No doubt the American health insurance industry will oppose rigorous regulation even more fiercely than the public option. It seems almost a silly exercise to even consider the prospect. However, I do wonder whether insurance regulation such as that imposed on auto insurance by California Prop 103 might work. As a counterbalance to mandatory auto insurance, the State exerts control over premiums. When the proposition passed in 1988, the auto insurance industry forecast doom, warning that companies would abandon the California market in droves. 20 years later, there are plenty of choices of auto insurance to choose from and most Californias are pleased with the results. California premium rates have dropped from the second highest in the US to 21st (http://www.consumerwatchdog.org/insurance/articles/?storyId=18988). Note that voters, not legislators, imposed regulation in California. Can you imagine Conrad, Baucus, and Lincoln standing up for stiff regulation? I sure can’t. I’m hanging in there for a public option and wondering whether I could ever support mandated health insurance without either a public option or regulation. I think not.
We can’t even bring ourselves to regulate Wall Street immediately after the biggest meltdown in living memory. They’ve taken the bailout money, thank you very much, and jumped right back into derivatives trading. And you’re pinning your hopes on regulating the insurance and pharmaceutical industries?
aggressive government regulation of private health insurers can accomplish a lot of the same things as competition from a public option
Even mild regulation won’t last a decade, if that long; it will be bound and smothered and neglected in a thousand ways, from under-the-radar ‘relief’ for businesses to race-to-the-bottom ‘federalism’ to outright refusal to enforce said regulations,all accelerating as Republicans gain more power. And because most of the ill effects of this non-regulation will be borne by those under the radar for many years (until we reach another tipping point), people won’t care.
A public option’s big advantage is that it’s, well, public— we can see it and will know others who use it and will all have at least some interest in it not being overly corrupt. And one most likely would grow instead of decaying the way regulations inevitably will. Bottom line: American regulation is a joke, because our political system is not designed to protect the common good, no matter what the founding documents say.

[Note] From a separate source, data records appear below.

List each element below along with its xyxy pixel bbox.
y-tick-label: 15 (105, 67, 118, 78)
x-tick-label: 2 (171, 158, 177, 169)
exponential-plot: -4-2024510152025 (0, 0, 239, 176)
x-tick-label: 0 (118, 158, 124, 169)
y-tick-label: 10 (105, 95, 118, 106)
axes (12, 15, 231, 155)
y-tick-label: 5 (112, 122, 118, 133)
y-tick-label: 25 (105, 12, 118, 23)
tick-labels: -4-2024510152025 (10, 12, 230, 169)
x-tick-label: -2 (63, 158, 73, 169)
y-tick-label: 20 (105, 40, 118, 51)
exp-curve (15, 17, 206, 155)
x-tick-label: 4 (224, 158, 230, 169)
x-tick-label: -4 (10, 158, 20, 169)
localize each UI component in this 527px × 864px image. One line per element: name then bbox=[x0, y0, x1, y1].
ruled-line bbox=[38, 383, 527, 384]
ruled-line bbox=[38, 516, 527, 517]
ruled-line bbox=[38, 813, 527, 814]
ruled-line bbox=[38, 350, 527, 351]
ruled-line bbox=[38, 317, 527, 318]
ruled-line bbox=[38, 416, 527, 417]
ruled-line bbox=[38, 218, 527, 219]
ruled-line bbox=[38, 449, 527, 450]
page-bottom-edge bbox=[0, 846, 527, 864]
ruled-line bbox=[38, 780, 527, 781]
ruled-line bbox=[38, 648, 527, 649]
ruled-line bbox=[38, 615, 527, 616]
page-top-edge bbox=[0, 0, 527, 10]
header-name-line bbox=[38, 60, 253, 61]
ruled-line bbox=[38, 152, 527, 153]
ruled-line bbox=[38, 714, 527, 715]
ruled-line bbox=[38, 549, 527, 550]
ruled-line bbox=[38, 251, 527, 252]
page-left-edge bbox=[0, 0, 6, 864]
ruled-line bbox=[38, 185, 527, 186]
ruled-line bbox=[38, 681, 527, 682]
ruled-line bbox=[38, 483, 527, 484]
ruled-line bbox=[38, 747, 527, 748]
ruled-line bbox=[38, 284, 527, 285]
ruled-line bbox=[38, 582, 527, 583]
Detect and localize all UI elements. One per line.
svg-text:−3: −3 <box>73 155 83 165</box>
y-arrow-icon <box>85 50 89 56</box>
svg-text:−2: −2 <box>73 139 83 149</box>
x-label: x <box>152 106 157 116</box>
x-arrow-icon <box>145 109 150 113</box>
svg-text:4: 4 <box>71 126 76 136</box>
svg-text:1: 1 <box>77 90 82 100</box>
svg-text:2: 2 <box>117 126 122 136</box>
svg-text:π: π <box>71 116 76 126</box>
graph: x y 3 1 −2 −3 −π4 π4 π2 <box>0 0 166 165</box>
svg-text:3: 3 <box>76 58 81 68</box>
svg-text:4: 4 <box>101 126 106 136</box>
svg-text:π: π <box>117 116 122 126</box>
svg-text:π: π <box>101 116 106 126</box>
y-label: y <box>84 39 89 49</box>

Democrats know perfectly well that whenever they build anything benefiting citizens by GOP blueprints, the foundation will eventually fail, and that’s a feature, not a bug. The right can tinker with cosmetics without doing too much damage, but I will never buy anything they helped design (or even influenced) from the ground up.
My understanding of the Swiss system is not that the insurance companies cannot make any profit on policies, but that they cannot make any profit on BASIC policies. Supplemental insurances, boutique policies, the kind (I surmise) where you get a private room and a private duty nurse, etc., or access to the pricier long-term care facilities, can be sold for a profit. It might not change the willingness of the insurance lobby to fight reform, but it’s a point that perhaps should be made.
The chance of passing real insurance reform, like that in the Netherlands, or Germany or Switzerland, all of which have systems based on private insurance, is probably less than that of a public option.
In most of these countries the insurers are regulated like public utilities, and are generally by law required to be not for profit. What is the chance of current insurers going or that? Right, and slim has left town. If you think they are putting up a fight now, wait for a bill that strictly regulates their coverages, premiums and corporate policies and makes them essentially non-profits. Can you say, “Republicans (and all too many Democrats) screaming Government takeover?” I thought you could.
In this political climate the public option is our only option.